Their jobs secure, their bank accounts still bolstered by pandemic-era savings, Americans have continued to spend, shrugging off higher interest rates and prices.
In January, retail sales rose at their fastest pace in nearly two years, rebounding from a tepid holiday shopping season. Even after accounting for inflation, consumers spent their after-tax dollars at the fastest pace since March 2021. Consumer spending on services, ranging from health care to dinners out to airline tickets, last year accounted for 95% of the economy's growth.
Mark Zandi, chief economist at Moody's Analytics, estimates that consumers still have $1.5 trillion in "excess savings'' — above what they'd have socked away if the pandemic hadn't hit — from government aid and from cutting back while stuck at home at the peak of the pandemic.
Still, inflation continues to cause hardships for millions of households. Adjusted for inflation, average hourly earnings have fallen for 22 straight months, government data shows. Many low- and middle-income families are turning to credit cards to sustain their spending.
HOUSING
The Fed's rate hikes, which so far have had only a limited effect on the overall economy, have walloped one industry: Housing.

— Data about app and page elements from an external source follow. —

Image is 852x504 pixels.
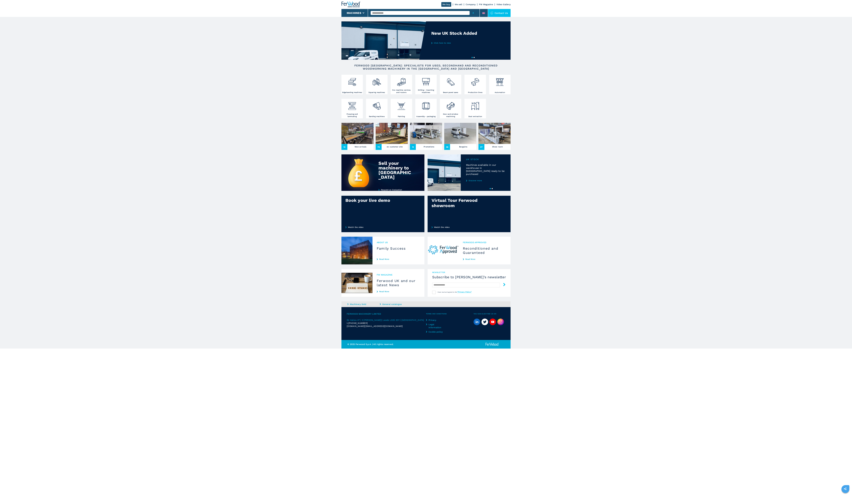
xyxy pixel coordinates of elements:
[341,237,373,265] img: Family Success
[443,91,458,94] h3: Beam panel saws
[492,145,503,149] h3: Show room
[348,322,368,325] span: [PHONE_NUMBER]
[426,323,445,329] a: Legal Information
[491,11,493,14] img: Contact us
[500,282,506,288] button: submit-button
[466,3,475,5] a: Company
[398,115,405,118] h3: Painting
[490,319,496,325] a: youtube
[470,100,480,111] img: aspirazione_1.png
[479,123,511,150] a: Show room37Show room
[410,123,442,144] img: Promotions
[341,144,347,150] span: 14
[372,76,382,86] img: squadratrici_2.png
[410,144,416,150] span: 13
[397,76,406,86] img: centro_di_lavoro_cnc_2.png
[341,123,373,144] img: New arrivals
[841,492,850,502] iframe: Chat
[463,241,506,244] span: Ferwood Approved
[466,179,505,181] a: Discover more
[470,76,480,86] img: linee_di_produzione_2.png
[377,247,420,250] h3: Family Success
[391,99,412,118] a: Painting
[422,76,431,86] img: foratrici_inseritrici_2.png
[377,241,420,244] span: About us
[431,197,492,208] div: Virtual Tour Ferwood showroom
[432,271,506,274] span: newsletter
[348,76,357,86] img: bordatrici_1.png
[350,64,502,70] h2: FERWOOD [GEOGRAPHIC_DATA]: SPECIALISTS FOR USED, SECONDHAND AND RECONDITIONED WOODWORKING MACHINE...
[341,269,373,296] img: Ferwood UK and our latest News
[346,197,406,203] div: Book your live demo
[347,11,361,14] button: Machines
[479,144,484,150] span: 37
[481,319,488,325] a: twitter
[479,3,493,5] a: FW Magazine
[474,312,505,316] span: You can also find us on
[376,123,407,144] img: ex customer site
[343,113,362,118] h3: Pressing and laminating
[377,273,420,277] span: FW MAGAZINE
[341,123,373,150] a: New arrivals14New arrivals
[489,75,511,95] a: Automation
[410,123,442,150] a: Promotions13Promotions
[463,247,506,255] h3: Reconditioned and Guaranteed
[490,188,491,189] button: 1
[348,100,357,111] img: pressa-strettoia.png
[347,343,426,346] p: © 2025 Ferwood S.p.A. | All rights reserved.
[428,154,461,191] img: Machines available in our warehouse in Leeds ready to be purchased
[428,222,511,232] a: Watch the video
[341,75,363,95] a: Edgebanding machines
[372,100,382,111] img: levigatrici_2.png
[376,144,382,150] span: 75
[468,91,482,94] h3: Production lines
[347,319,426,322] a: 5b Helios 47 | 3 [PERSON_NAME]| Leeds LS25 2DY | [GEOGRAPHIC_DATA]
[472,57,473,58] button: 1
[416,115,436,118] h3: Assembly - packaging
[387,145,403,149] h3: ex customer site
[426,319,445,322] a: Privacy
[366,99,388,118] a: Sanding machines
[376,123,407,150] a: ex customer site75ex customer site
[494,91,505,94] h3: Automation
[437,291,472,293] span: I have read and agreed to the
[380,302,412,306] a: General catalogue
[391,89,412,94] h3: Cnc machine centres and routers
[496,76,504,86] img: automazione.png
[497,319,504,325] img: Instagram
[455,3,463,5] a: We sell
[416,89,436,94] h3: Drilling - inserting machines
[369,115,385,118] h3: Sanding machines
[341,2,360,8] img: Ferwood
[382,319,424,322] span: | Leeds LS25 2DY | [GEOGRAPHIC_DATA]
[341,21,426,60] img: New UK Stock Added
[347,302,379,306] a: Machinery Sold
[464,99,486,118] a: Dust extraction
[378,188,415,191] a: Request an Evaluation
[497,3,511,5] a: Video Gallery
[391,75,412,95] a: Cnc machine centres and routers
[485,343,499,346] img: Ferwood
[377,258,420,260] a: Read More
[469,9,477,17] button: submit-button
[377,290,420,293] a: Read More
[415,99,437,118] a: Assembly - packaging
[343,91,362,94] h3: Edgebanding machines
[347,319,382,322] span: 5b Helios 47 | 3 [PERSON_NAME]
[479,123,511,144] img: Show room
[474,319,481,325] a: linkedin
[366,75,388,95] a: Squaring machines
[341,99,363,118] a: Pressing and laminating
[445,144,451,150] span: 48
[424,145,434,149] h3: Promotions
[431,42,483,44] a: Click here to view
[463,258,506,260] a: Read More
[368,91,385,94] h3: Squaring machines
[426,330,445,334] a: Cookie policy
[347,325,403,328] span: [DOMAIN_NAME][EMAIL_ADDRESS][DOMAIN_NAME]
[377,278,420,287] h3: Ferwood UK and our latest News
[355,145,366,149] h3: New arrivals
[842,485,848,492] a: sharethis
[446,100,455,111] img: lavorazione_porte_finestre_2.png
[341,222,424,232] a: Watch the video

Residential real estate depends on the willingness of people to borrow for what's typically the costliest purchase of their lives. As the Fed continually jacked up interest rates last year, the average rate on a 30-year fixed mortgage topped 7% last fall — more than double where it began 2022 — before dropping back slightly.
The damage has been severe. Sales of existing homes have dropped for a record 12 straight months, according to the National Association of Realtors. And the government's GDP report showed that investment in housing plunged at an annual rate of nearly 26% from October through December after having tumbled 18% from April through June and 27% from July through September.